The Keynesian problem that ails the UK commercial property market

As JM Keynes noted, we humans just hate having our nominal incomes reduced. We're a lot less worried about falling real incomes through inflation and the like a long as nominals don't fall. This is something of a problem in a recession for that's exactly when real incomes should fall and also when we've not got much inflation.

The answer is to do as we have done, create a flexible labour market. Thus, in recessionary times we get falling incomes, not massively rising unemployment. This is exactly what did just happen in fact and is a great victory for that idea of the flexible market. Sure there was recessionary pain. But it was generally shared, not just dumped on the 10 or 15% who lost their jobs an thus everything. The rise in unemployment we did have was very much lower than we would usually have expected from such a fall in GDP.

Places such as Greece have had to have very much higher unemployment, very much more economic pain, in order to get those reductions in real wages.

At which point

The fashion retailer Next is preparing to take a stand against landlords who grant rent cuts and store closures to rivals using a controversial insolvency process.

Company voluntary arrangements (CVAs), which allow struggling businesses to walk away from their liabilities, are sweeping through the retail industry as traditional operators reel from a downturn in consumer spending and the ongoing shift to online shopping.

Retail and restaurant chains including Byron, Jamie’s Italian, Prezzo, New Look and Carpetright have used CVAs to close hundreds of sites and cut rents on hundreds more since the start of the year.

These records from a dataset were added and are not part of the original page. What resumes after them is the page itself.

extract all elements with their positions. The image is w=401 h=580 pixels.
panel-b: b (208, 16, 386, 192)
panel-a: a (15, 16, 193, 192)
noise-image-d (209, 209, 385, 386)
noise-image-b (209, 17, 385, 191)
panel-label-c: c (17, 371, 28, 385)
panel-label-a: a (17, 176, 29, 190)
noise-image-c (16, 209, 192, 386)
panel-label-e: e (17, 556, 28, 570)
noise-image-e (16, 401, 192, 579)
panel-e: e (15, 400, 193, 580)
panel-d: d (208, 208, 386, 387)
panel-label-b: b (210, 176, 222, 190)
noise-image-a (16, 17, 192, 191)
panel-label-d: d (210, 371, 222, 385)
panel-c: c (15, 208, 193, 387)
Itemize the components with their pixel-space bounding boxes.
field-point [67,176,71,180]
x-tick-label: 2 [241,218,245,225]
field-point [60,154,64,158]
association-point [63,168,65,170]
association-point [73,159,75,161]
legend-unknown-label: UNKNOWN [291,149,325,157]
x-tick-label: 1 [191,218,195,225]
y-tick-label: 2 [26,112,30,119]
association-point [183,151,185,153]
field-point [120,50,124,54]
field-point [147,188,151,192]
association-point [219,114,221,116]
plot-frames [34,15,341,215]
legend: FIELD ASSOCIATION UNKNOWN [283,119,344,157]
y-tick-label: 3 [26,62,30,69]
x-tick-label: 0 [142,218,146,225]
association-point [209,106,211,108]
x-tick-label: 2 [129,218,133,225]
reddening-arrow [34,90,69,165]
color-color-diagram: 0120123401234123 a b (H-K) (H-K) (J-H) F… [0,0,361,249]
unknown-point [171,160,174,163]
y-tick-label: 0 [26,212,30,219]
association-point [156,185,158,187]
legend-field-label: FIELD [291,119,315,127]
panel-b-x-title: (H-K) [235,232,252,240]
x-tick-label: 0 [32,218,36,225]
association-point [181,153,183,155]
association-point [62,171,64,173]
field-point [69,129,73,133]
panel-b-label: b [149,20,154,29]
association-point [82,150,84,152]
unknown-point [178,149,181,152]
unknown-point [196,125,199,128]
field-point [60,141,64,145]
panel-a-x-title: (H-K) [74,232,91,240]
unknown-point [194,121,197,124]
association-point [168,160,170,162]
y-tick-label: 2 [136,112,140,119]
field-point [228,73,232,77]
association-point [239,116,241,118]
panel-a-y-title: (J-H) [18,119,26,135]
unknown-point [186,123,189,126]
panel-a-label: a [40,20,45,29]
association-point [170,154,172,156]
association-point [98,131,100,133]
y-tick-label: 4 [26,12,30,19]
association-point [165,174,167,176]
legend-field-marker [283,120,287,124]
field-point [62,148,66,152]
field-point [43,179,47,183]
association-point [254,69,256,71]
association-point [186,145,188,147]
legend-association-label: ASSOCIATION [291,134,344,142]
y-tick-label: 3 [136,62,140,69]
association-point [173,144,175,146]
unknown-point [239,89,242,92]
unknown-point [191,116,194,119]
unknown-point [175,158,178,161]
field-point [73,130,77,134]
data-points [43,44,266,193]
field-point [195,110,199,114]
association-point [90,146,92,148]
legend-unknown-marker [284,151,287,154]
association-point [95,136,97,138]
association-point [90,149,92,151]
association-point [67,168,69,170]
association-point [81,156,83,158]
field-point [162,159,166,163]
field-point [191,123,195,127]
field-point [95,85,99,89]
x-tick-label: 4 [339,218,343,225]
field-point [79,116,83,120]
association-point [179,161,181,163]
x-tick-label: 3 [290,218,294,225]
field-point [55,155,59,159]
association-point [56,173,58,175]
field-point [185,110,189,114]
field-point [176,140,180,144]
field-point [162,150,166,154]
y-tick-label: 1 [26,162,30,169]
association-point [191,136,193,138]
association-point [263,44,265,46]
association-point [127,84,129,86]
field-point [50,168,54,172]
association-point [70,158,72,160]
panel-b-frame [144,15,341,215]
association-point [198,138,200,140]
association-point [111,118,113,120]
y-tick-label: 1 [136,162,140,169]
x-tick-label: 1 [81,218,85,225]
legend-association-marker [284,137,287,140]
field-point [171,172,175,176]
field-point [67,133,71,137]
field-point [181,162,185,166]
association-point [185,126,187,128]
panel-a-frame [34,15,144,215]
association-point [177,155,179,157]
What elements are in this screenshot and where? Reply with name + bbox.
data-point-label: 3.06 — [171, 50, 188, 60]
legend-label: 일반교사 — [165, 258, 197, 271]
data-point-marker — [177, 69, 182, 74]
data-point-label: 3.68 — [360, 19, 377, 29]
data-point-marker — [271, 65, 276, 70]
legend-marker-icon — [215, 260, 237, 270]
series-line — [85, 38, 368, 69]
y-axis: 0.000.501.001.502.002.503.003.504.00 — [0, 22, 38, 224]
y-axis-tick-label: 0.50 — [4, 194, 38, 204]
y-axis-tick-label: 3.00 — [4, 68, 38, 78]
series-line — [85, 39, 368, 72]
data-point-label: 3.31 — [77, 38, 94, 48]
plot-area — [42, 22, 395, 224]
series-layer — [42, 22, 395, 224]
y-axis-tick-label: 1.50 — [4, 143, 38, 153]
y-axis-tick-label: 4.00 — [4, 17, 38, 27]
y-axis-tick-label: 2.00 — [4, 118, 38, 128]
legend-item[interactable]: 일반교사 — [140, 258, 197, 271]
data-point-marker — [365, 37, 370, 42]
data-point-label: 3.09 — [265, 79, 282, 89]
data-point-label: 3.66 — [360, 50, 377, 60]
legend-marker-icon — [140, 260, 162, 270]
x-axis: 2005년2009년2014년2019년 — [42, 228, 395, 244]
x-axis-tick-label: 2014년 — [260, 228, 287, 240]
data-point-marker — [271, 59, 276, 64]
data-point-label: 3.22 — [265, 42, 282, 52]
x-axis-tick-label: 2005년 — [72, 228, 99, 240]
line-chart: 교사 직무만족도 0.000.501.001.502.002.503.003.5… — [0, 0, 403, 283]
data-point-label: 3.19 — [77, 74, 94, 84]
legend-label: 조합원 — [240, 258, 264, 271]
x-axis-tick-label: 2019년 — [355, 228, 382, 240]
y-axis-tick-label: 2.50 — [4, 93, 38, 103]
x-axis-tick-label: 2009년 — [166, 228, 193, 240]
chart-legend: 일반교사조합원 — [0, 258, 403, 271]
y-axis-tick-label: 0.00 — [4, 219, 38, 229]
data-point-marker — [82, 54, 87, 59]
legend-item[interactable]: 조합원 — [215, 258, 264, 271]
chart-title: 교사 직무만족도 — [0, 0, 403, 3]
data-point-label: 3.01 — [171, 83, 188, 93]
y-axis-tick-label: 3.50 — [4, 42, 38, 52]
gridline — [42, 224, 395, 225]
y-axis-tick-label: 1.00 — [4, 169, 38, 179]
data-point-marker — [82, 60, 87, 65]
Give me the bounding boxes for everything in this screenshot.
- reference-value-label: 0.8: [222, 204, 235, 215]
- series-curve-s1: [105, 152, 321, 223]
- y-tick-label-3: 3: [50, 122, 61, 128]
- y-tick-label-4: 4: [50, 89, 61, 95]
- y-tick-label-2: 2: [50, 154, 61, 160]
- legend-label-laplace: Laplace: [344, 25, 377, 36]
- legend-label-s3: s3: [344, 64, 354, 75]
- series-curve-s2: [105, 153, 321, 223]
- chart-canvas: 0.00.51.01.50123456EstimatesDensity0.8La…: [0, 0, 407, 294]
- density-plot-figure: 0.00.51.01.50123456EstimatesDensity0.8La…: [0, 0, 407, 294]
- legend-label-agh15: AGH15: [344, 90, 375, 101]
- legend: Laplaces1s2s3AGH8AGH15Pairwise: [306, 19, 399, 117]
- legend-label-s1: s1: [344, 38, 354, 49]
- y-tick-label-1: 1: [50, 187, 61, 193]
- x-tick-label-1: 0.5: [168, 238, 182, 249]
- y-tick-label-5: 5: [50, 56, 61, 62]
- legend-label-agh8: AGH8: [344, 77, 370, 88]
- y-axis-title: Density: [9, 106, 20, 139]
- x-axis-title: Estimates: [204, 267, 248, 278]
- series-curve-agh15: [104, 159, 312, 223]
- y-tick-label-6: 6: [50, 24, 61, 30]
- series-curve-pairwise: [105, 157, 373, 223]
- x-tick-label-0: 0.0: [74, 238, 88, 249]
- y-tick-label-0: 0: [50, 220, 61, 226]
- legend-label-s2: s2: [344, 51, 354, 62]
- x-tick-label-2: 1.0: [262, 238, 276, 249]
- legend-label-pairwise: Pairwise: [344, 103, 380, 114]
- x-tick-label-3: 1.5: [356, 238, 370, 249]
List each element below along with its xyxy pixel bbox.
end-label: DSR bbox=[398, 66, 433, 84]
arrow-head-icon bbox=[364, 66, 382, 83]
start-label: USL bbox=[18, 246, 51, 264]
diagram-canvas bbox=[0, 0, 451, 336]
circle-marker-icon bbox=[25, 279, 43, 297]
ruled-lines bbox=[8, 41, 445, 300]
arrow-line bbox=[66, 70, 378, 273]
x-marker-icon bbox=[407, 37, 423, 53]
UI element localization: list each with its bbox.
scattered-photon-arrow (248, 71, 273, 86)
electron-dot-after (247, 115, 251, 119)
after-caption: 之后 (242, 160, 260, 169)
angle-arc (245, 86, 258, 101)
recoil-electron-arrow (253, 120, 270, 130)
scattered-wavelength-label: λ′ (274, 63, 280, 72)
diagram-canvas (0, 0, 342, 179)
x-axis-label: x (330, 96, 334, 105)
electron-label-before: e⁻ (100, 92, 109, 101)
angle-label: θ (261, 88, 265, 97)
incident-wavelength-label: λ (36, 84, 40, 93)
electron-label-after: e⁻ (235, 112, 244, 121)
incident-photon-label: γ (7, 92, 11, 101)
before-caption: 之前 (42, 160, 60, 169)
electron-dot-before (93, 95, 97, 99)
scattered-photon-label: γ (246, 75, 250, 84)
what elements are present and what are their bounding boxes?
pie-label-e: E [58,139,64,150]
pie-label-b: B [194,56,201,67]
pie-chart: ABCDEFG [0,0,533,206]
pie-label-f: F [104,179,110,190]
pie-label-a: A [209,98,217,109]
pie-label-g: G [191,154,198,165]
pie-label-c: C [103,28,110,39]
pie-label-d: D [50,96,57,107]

House of Fraser and Mothercare are among those ready to follow.

Like many healthy retailers, Next, run by Lord (Simon) Wolfson, believes that CVAs give an unfair advantage to competitors by allowing them to sever leases while better-run companies are forced to honour expensive commitments. New Look slashed rents by up to 55% on some of its stores.

Next has started demanding a “CVA clause” when it renegotiates leases. The clause says Next’s rent should fall by a similar degree if one of its neighbours in a shopping centre or retail parade achieves a rent reduction through a CVA. The move could have huge implications for the commercial property market if other healthy retailers start asking for similar clauses, leading to mass drops in rents.

One of the things which ails that UK commercial property market is that rent reviews within a lease are upwards only. Thus directly analagous to our nominal wages problem. There has to be considerable and sustained pressure for rents to fall. Meaning that the economy as a whole is less flexible than perhaps it should be.

Not something we need to do something about for as we can see something is already happening under simple market forces. But it is something we should be aware of.